With a gold standard, like any fixed fx regime, interest rates are necessarily set by market forces. With the govt’s spending being convertible currency, it is limited to spending only to the extent it has sufficient gold reserves backing the currency it spends. With gold reserves generally pretty much constant and not expandable in the short run, this means govt spending is limited to what it can tax and/or borrow. So when the govt wants to deficit spend, doing so by ‘printing’ new convertible dollars risks those dollars being ‘cashed in’ for gold. Govt borrowing, therefore, functions to remove that risk by delaying conversion privileges until the borrowings mature. This means the govt is competing with the right to convert when the govt borrows. In other words, the holder of the gold certificates has the option of either converting to gold or buying the treasury securities. The interest rate the treasury must pay therefore represents the indifference rate of holders of the convertible currency between cashing in the currency for gold now or earning the interest rate and not being able to convert until maturity. Note that it’s in fixed exchange rate environments that govt borrowing costs have soared to triple digits as govts have competed with their conversion features, and that govts generally lose those fights as the curve goes vertical expressing the fact that at that point there is no interest rate that can keep holders of the currency from wanting to convert.

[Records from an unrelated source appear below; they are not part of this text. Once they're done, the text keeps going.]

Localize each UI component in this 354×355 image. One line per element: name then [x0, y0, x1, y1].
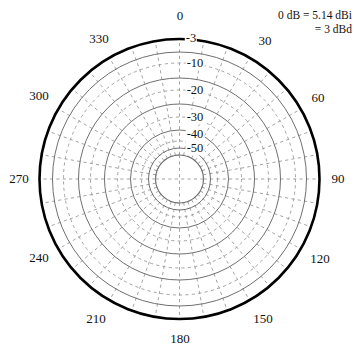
annotation-line-2: = 3 dBd — [278, 22, 352, 36]
polar-plot-canvas — [0, 0, 354, 355]
radial-tick-label-neg50: -50 — [186, 141, 205, 156]
angle-tick-label-30: 30 — [259, 33, 272, 49]
radial-tick-label-neg3: -3 — [185, 31, 197, 46]
angle-tick-label-0: 0 — [177, 8, 184, 24]
angle-tick-label-90: 90 — [332, 171, 345, 187]
polar-chart-page: 0306090120150180210240270300330 -3-10-20… — [0, 0, 354, 355]
angle-tick-label-180: 180 — [170, 331, 190, 347]
angle-tick-label-240: 240 — [29, 250, 49, 266]
radial-tick-label-neg10: -10 — [186, 56, 205, 71]
angle-tick-label-270: 270 — [9, 171, 29, 187]
angle-tick-label-300: 300 — [29, 88, 49, 104]
angle-tick-label-210: 210 — [86, 311, 106, 327]
angle-tick-label-120: 120 — [310, 251, 330, 267]
angle-tick-label-150: 150 — [253, 311, 273, 327]
radiation-pattern-trace — [40, 39, 320, 319]
radial-tick-label-neg40: -40 — [186, 127, 205, 142]
angle-tick-label-60: 60 — [312, 90, 325, 106]
radial-tick-label-neg20: -20 — [186, 83, 205, 98]
annotation-line-1: 0 dB = 5.14 dBi — [278, 8, 352, 22]
reference-annotation: 0 dB = 5.14 dBi = 3 dBd — [278, 8, 352, 36]
angle-tick-label-330: 330 — [89, 31, 109, 47]
dashed-ring-group — [64, 63, 296, 295]
radial-tick-label-neg30: -30 — [186, 110, 205, 125]
radial-spoke-group — [40, 39, 320, 319]
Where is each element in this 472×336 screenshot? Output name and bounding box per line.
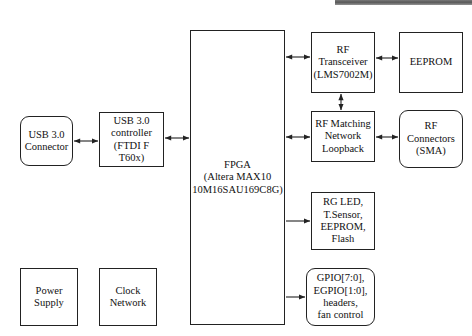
- node-label-clock-network: Clock Network: [108, 285, 149, 310]
- node-label-usb-connector: USB 3.0 Connector: [23, 129, 71, 154]
- node-usb-connector: USB 3.0 Connector: [20, 116, 73, 166]
- node-power-supply: Power Supply: [20, 268, 78, 326]
- node-rf-connectors: RF Connectors (SMA): [399, 110, 463, 168]
- artifact-top-scan-bar: [335, 0, 472, 5]
- node-label-fpga: FPGA (Altera MAX10 10M16SAU169C8G): [190, 159, 284, 196]
- node-rf-matching: RF Matching Network Loopback: [311, 111, 375, 162]
- node-rf-transceiver: RF Transceiver (LMS7002M): [311, 32, 375, 93]
- node-label-usb-controller: USB 3.0 controller (FTDI F T60x): [100, 115, 163, 165]
- node-label-power-supply: Power Supply: [32, 285, 66, 310]
- node-clock-network: Clock Network: [99, 268, 157, 326]
- node-label-rf-connectors: RF Connectors (SMA): [405, 120, 457, 157]
- node-fpga: FPGA (Altera MAX10 10M16SAU169C8G): [190, 30, 285, 325]
- node-label-rf-matching: RF Matching Network Loopback: [313, 118, 373, 155]
- node-eeprom: EEPROM: [399, 32, 463, 93]
- block-diagram-canvas: USB 3.0 ConnectorUSB 3.0 controller (FTD…: [0, 0, 472, 336]
- node-label-peripherals: RG LED, T.Sensor, EEPROM, Flash: [318, 196, 367, 246]
- node-label-gpio: GPIO[7:0], EGPIO[1:0], headers, fan cont…: [312, 272, 370, 322]
- node-peripherals: RG LED, T.Sensor, EEPROM, Flash: [311, 192, 375, 250]
- node-usb-controller: USB 3.0 controller (FTDI F T60x): [99, 112, 164, 167]
- node-gpio: GPIO[7:0], EGPIO[1:0], headers, fan cont…: [306, 268, 375, 326]
- node-label-eeprom: EEPROM: [408, 56, 455, 68]
- node-label-rf-transceiver: RF Transceiver (LMS7002M): [312, 44, 375, 81]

Note that this also means the nations gold reserves are the net financial equity that supports the entire dollar credit structure, a source of continuous financial fragility and instability.

It’s all here in a paper I did in the late 1990’s.

Hope this helps!

A few more thoughts:

Being on the gold standard doesn’t prevent a financial crisis, but it makes the consequences far more severe.

We were on a gold standard when the roaring 20’s private sector debt boom lead to the crash of 1929 and the depression that followed. 4,000 banks closed before we went off gold in 1934, and it was only getting worse which is why we went off of it.

Gold would not have prevented the pre 2008 sub-prime boom, but it would have made the consequences far more severe. Including no Fed liquidity provision to offset a system wide shortage due to hoarding and banks bidding ever higher for funds that didn’t exist, most all firms losing inventory financing and being forced to liquidate inventories as rates spiked competing for funds that didn’t exist, and no deficit spending for unemployment comp as federal revenues fell from the collapse. In other words, the automatic fiscal stabilizers we rely on can’t be there. Instead it’s a deflationary disaster that only ends when prices fall sufficiently to reflect changes in relative value between gold and everything else.

Note that the recent decade of gold going from under $600 to over $1,600 is viewed as a sign ‘inflationary’ and a 250% ‘dollar devaluation’ as it takes 2.5x as many dollars to buy the same amount of gold. But if we were on a gold standard, and all else equal, and gold had been fixed at $600 back then, the same relative value shift would be manifested as the general price level falling that much in an unthinkable deflationary nightmare.